I believe you misunderstood my notion of 'discreet' nutritional value. It is in fact analogous to portion size.
No, I got it, and it would still be an improvement over portion size. I think we're on the same page. I just meant that, it would be possible to go even further, and have different types of nutrition provided by different foodsources. That on top of monetary value, quality level, and the different happy thoughts a dwarf gets dependent on their specific food preferences.
If this process takes three months, the dwarf is 'on schedual', even if no actual schedual exists but rather a series of checks to an internal hunger clock.
I somehow had got the idea that you were talking about meals per actual-in-game day
But yeah, and the numbers can be tweaked here to better fit gameplay - which could well mean giving food larger nutrition values and dwarves larger hunger values (just as the creature sizes have been inflated for the next version) - thus giving some complexity to the system, and allowing for actual variance between a three-seed-biscuit and a giant-cave-swallow-roast.
not only do wild animals not sneak up and eat your crops, or a sudden drought cause the entire harvest to be lost, but goblins do not pop out of the earth surrounding your fields and kill your farmers.
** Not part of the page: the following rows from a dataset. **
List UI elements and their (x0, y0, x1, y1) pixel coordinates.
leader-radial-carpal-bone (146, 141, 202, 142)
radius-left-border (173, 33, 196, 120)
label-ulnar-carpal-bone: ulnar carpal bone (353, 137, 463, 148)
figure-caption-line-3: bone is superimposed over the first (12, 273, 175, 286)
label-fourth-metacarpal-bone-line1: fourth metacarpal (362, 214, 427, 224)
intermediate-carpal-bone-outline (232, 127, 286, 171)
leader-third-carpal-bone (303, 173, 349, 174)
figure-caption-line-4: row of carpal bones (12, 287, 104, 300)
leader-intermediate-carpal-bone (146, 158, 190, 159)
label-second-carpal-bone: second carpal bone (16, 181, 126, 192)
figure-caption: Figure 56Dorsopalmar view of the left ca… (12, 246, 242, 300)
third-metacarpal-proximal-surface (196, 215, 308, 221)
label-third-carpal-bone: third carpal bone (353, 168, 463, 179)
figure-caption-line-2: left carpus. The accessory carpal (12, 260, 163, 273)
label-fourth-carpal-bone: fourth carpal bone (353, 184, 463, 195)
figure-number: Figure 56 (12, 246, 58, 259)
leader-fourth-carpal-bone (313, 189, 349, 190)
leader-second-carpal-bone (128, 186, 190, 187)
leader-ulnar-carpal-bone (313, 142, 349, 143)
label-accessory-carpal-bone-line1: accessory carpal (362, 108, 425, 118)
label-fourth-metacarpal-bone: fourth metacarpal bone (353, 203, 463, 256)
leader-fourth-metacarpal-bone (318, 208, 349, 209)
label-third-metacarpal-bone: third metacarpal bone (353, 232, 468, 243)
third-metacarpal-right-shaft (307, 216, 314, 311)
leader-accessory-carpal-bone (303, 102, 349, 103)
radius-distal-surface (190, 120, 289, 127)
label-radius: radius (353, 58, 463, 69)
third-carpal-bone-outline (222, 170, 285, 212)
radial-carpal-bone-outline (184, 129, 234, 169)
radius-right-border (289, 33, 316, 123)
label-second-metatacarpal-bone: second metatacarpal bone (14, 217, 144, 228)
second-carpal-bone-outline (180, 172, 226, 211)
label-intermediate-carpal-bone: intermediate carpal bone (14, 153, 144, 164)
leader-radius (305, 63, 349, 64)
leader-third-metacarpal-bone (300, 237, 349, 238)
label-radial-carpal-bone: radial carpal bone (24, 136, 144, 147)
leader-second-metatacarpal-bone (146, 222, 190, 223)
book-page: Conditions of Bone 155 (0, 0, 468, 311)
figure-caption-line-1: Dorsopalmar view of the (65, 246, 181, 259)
This is why cave farms are especially good in siege situations; perfect saftey.
I agree with the general sentiment about subterranean farms. I should note though that in current gameplay terms, it's really really easy to make an enormous, completely secure
aboveground farm: just channel out the top soil layer and pave over it with stone, thus making it part of your fortress and effectively an underground farm. It would be easy to make above-ground farms require the [outside] tag, not just the [light] one, but then greenhouses paved over with glass blocks - which
should work - wouldn't.
@ Impaler[WrG] and Joakim - Yes, something like a fixed draining value for the type of soil (sand vs peat, as you say) would be just as effective. Now that I think about it, I can't actually think of a reason why you'd have to alter the specific drainage value of a tile, because all you can really do to terrain is make it muddy or burn it.
@ Aquillion - I appreciate the FPS problem, because my computer is rubbish. I personally agree that "desire to increase the space required for farming is pointless", or at least fairly pointless.
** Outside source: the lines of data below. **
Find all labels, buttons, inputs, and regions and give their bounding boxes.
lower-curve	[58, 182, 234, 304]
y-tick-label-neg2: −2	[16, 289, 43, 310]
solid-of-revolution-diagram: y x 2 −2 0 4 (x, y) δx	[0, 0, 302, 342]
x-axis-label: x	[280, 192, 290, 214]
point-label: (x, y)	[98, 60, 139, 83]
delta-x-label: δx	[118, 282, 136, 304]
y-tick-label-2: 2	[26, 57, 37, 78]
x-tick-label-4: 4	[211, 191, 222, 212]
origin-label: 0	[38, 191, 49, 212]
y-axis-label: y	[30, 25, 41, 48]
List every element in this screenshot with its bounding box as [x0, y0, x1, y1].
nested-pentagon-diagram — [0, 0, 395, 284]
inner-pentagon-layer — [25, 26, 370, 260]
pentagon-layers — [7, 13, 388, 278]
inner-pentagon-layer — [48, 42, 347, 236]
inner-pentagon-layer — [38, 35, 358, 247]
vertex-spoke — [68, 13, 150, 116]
I've pointed out that simply requiring extra space isn't going to cut it, because you could boost the plot-per-dwarf ratio a literal
hundredfold and still feed your fortress by mining out a single soil layer on a 2-by-2 map. (That's the tiny embark area you're talking about).
Basically, you said that the only solutions fell into FPS-busting, micromanagement, or raising the difficulty curve . This almost matches up to how I initially categorised solutions: extra work for dwarves, extra regular work for the player, or extra work to get farming set up.
However, differences: I don't agree that a greater dwarfpower requirement equates to a FPS hit. It equates to more difficult farming, because,
with the same number of dwarves, you have to assign more of them to farming. i.e. you have to make do with less.
Also, seriously, even a gigantic increase in the required farm area per dwarf would only give a negligible FPS hit. Even if it was an issue, it would just make farming harder in that it would encourage aboveground farming, or more streamlined fortress design to compensate.
Also, you didn't consider the reduced-yield-unless-player-works-on-farms, e.g. composting (the optional-micromanagement scenario). Or the idea that farming can be made more difficult through soil depletion or what-have-you which doesn't affect the learning curve because it only sets in for older fortresses. Or the possibility that people who don't want to be more involved in their farms might have to supplement their food sources with one of the many other ones already available in the game.
Edit: ninja'd by Joakim's calculations.